If any of these resonate, you’re not broken. You’re at a critical inflection point that requires both strategic clarity AND the internal tools to execute with confidence.


Why Choose Me

Most coaches give you either strategy OR mindset work. I seamlessly weave together:

  1. Practical next steps with the internal alignment work needed to execute them
  2. Strategic roadmapping with tools to manage your present so you have bandwidth for your future
  3. Market positioning with the confidence to own your worth and negotiate from strength

I don’t push you to quit your job tomorrow or take dramatic leaps. Instead, I help you see your current paycheck as “a venture capitalist funding your transition” so you can shift to a more empowered position.

As one client put it: “Claire holds my hand and kicks my butt at the same time.”


I provide gentle support when you’re struggling with fear and self-doubt—and firm accountability when you’re making excuses or avoiding necessary action. I won’t let you stay stuck in planning mode or let perfectionism sabotage your progress.


The Real Reason My Coaching Works

Here’s what I’ve learned after working with thousands of women: When you say you want a “career change,” what you really need is alignment between who you’ve become and how you show up professionally.

The surface problem is job dissatisfaction. The real problem is identity evolution.
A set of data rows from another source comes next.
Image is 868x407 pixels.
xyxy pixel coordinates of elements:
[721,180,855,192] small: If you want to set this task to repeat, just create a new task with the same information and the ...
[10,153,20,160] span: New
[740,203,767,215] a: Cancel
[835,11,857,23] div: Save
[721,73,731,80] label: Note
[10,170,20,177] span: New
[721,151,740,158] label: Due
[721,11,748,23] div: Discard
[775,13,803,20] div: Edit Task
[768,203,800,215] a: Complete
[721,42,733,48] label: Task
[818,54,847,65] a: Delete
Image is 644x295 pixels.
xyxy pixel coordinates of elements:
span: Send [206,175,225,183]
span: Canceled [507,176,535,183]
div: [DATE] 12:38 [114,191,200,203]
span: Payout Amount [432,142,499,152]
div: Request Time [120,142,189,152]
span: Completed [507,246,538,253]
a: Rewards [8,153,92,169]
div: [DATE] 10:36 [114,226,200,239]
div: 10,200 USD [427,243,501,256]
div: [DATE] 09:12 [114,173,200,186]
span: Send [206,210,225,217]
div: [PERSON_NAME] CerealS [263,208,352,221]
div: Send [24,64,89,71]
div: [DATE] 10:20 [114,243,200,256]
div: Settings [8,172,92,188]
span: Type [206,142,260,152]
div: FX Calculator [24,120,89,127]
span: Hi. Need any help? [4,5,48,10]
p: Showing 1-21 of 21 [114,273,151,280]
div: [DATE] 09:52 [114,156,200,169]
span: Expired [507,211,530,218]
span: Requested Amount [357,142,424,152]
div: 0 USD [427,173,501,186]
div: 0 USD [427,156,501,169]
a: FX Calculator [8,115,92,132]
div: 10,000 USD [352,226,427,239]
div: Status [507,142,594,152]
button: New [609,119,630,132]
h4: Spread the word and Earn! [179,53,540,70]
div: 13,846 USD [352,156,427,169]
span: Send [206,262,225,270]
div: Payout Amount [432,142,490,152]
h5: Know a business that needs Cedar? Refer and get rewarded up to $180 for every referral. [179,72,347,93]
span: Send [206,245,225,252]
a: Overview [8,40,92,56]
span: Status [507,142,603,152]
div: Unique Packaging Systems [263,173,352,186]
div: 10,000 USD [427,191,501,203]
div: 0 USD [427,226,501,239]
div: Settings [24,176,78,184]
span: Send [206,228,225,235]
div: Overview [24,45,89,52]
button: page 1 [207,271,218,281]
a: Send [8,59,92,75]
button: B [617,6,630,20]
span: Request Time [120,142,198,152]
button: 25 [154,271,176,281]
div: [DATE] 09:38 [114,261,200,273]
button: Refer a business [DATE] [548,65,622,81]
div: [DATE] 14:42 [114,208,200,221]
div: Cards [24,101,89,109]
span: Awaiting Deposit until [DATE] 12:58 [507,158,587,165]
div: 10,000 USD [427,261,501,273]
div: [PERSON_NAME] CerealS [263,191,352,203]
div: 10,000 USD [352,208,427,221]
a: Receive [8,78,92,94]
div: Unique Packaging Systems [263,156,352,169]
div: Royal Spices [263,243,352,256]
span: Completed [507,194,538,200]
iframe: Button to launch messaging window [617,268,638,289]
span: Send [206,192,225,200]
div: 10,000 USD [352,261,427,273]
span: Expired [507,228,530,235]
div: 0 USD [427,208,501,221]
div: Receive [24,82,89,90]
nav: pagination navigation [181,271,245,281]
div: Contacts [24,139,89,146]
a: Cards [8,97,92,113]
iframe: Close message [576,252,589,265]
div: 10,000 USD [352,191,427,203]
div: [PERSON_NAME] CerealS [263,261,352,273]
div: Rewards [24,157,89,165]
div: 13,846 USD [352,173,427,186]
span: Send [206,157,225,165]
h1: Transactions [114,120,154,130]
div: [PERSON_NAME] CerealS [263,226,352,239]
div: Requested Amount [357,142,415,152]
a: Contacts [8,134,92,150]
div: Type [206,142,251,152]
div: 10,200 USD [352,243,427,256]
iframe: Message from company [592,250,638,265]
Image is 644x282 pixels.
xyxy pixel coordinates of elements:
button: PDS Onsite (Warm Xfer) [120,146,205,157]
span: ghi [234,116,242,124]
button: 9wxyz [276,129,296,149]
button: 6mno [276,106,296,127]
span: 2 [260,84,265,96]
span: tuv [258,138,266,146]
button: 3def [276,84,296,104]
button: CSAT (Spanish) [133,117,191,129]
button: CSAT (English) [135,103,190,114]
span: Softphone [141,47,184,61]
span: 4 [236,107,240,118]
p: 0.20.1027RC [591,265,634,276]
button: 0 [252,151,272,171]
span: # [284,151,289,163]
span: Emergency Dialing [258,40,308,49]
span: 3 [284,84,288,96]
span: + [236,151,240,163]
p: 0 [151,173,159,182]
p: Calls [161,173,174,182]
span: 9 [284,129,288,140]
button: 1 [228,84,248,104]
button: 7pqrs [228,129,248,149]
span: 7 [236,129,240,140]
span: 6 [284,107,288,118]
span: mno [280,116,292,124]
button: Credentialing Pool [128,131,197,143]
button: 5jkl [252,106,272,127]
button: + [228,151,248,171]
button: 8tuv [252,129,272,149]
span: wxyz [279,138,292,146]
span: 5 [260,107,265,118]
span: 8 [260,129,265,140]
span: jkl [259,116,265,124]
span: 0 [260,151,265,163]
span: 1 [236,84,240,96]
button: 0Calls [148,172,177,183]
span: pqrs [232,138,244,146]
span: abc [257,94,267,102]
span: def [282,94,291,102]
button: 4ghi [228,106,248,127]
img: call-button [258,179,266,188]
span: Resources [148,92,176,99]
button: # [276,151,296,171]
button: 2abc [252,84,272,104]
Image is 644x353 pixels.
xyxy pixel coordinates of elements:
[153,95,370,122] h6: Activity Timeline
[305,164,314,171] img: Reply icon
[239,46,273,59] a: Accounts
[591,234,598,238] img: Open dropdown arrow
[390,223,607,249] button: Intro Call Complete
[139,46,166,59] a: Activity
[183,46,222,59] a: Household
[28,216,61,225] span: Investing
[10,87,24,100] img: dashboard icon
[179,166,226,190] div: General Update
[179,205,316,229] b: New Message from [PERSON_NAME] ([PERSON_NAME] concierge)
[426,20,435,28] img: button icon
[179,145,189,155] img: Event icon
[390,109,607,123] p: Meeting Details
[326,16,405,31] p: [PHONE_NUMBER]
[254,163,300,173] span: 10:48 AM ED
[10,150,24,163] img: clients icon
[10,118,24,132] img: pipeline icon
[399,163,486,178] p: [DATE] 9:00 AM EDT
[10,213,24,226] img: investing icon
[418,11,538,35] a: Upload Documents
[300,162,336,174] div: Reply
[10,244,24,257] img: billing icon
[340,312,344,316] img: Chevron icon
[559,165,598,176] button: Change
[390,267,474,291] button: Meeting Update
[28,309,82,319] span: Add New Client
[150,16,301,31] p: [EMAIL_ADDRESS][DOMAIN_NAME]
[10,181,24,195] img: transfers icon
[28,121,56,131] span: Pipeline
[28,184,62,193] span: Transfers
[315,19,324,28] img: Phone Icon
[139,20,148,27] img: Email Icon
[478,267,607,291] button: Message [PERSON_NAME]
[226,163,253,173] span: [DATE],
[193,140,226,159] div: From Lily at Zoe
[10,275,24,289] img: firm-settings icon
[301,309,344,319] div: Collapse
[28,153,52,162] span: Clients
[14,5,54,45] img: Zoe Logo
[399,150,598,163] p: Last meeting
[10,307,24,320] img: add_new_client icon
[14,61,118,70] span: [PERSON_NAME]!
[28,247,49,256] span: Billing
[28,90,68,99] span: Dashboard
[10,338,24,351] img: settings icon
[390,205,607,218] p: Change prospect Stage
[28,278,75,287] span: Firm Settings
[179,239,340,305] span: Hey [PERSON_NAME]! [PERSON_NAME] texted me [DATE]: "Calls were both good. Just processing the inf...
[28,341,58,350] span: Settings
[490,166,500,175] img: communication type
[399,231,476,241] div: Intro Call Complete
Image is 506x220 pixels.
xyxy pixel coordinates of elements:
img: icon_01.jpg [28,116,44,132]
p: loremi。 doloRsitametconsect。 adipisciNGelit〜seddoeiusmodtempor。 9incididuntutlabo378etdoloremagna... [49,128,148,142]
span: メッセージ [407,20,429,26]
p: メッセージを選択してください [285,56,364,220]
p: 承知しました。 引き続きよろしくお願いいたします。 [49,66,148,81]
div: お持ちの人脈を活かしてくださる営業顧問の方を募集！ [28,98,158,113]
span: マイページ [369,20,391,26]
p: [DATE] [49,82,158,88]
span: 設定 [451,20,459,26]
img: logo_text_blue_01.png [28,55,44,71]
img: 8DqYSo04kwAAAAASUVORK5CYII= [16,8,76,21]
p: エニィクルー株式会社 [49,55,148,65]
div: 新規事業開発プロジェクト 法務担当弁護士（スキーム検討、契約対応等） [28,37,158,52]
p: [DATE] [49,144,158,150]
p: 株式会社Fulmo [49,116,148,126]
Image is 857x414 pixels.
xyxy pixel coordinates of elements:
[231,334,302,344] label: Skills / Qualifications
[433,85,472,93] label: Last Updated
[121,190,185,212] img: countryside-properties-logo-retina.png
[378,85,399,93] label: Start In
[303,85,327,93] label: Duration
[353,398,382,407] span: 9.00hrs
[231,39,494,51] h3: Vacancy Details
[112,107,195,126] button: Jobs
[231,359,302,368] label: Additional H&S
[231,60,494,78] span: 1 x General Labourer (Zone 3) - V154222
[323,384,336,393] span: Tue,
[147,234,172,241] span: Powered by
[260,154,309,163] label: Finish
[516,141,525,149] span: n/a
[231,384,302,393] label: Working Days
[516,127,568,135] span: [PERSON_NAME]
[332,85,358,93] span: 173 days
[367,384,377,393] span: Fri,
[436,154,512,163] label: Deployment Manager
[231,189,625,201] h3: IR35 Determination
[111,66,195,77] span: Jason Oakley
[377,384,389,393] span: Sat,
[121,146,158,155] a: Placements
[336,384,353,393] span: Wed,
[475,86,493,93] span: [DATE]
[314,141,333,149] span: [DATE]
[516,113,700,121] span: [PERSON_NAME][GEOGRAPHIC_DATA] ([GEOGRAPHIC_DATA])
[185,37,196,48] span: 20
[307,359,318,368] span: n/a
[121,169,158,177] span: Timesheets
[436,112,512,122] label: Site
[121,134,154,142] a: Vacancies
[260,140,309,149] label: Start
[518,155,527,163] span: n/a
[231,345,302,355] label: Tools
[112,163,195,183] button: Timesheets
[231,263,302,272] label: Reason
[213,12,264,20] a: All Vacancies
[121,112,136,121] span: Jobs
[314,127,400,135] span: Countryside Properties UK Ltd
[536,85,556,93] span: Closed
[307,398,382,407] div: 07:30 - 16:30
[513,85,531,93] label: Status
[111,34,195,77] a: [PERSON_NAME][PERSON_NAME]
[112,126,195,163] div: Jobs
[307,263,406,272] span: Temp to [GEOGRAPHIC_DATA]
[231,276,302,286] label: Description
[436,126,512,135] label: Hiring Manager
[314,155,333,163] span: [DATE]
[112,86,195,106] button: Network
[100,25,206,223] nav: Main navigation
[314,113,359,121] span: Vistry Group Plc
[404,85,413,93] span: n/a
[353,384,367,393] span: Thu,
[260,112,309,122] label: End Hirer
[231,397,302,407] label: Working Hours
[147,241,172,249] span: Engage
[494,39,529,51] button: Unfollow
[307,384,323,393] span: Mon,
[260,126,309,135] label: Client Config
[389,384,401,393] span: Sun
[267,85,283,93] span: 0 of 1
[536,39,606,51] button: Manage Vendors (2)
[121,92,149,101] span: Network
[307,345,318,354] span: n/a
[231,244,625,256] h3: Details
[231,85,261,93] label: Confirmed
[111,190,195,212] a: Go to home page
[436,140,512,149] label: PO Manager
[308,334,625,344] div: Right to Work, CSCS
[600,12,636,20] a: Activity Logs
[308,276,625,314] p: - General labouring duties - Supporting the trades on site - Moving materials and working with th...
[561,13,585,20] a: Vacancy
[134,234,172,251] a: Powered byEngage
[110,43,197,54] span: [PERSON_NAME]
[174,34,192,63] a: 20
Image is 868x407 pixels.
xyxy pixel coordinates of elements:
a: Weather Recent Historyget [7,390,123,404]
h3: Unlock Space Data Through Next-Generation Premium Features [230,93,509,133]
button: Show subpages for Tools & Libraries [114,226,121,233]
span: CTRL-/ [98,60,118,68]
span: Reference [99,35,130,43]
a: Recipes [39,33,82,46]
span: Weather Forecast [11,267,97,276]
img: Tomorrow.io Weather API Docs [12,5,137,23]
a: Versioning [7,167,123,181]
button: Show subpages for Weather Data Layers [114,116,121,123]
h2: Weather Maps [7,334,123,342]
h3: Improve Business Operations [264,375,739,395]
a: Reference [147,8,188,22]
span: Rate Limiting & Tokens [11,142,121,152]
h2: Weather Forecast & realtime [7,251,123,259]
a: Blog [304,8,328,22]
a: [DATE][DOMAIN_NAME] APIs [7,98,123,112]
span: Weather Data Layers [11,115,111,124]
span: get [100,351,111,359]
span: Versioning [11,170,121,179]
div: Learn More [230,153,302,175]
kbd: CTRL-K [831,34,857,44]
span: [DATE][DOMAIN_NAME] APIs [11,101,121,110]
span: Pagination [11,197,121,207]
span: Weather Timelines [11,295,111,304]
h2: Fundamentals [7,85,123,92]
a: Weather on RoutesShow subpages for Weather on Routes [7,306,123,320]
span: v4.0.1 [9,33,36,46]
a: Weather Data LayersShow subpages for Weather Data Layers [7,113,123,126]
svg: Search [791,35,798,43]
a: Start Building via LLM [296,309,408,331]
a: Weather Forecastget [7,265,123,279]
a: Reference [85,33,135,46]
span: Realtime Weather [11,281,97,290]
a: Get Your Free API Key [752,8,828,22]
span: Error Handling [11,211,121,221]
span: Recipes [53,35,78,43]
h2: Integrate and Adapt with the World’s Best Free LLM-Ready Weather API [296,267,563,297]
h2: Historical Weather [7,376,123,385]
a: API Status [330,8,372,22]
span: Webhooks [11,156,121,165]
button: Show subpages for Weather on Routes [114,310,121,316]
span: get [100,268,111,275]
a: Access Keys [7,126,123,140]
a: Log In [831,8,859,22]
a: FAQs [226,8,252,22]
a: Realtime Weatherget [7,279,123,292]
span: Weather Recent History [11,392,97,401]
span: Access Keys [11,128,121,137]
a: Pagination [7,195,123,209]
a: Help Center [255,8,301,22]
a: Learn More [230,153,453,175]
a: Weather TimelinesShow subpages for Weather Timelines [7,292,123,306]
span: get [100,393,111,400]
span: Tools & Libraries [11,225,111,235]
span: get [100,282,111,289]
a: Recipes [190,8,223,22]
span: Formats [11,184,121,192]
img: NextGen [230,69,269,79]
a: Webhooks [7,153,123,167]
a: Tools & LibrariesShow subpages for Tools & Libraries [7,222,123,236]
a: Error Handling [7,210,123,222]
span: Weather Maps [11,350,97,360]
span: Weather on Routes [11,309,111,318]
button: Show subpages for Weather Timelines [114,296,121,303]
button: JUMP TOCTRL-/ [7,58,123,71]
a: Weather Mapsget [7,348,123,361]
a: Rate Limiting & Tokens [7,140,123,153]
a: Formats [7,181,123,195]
I’ve lived through the messy, complicated reality of major life transitions. I know what it feels like to be successful on paper but lost inside. I understand the fear of making the “wrong” choice when everything feels high-stakes.

My approach is to turn my life inside out—taking what I’ve learned (mostly through struggle) and breaking it down in a way that’s accessible and actionable for you.

video preview

Listen instead

Cecilia thought she needed more ideas. After five years of unemployment, she’d tried everything: children’s books, freelancing, illustration, volunteer work. She was posting, updating her portfolio, reaching out constantly. Nothing was landing.

Fifteen minutes into our coaching session, the real problem revealed itself: she wasn’t failing because her ideas were bad. She was failing because she kept abandoning them before they had time to work.

In this week’s Substack, I break down:

  • Why “trying everything” is actually trying nothing—and the exact pattern that keeps you stuck
  • The 70% Focus Rule: how to commit without abandoning everything else you care about
  • How to turn your “failed” projects into proof of your capabilities (they’re not failures—you just haven’t framed them correctly)
  • The Dream Brief Method: creating work that demonstrates your expertise before anyone hires you

Hi, I’m Claire Wasserman and I help you expand your worth, wealth, and wellbeing.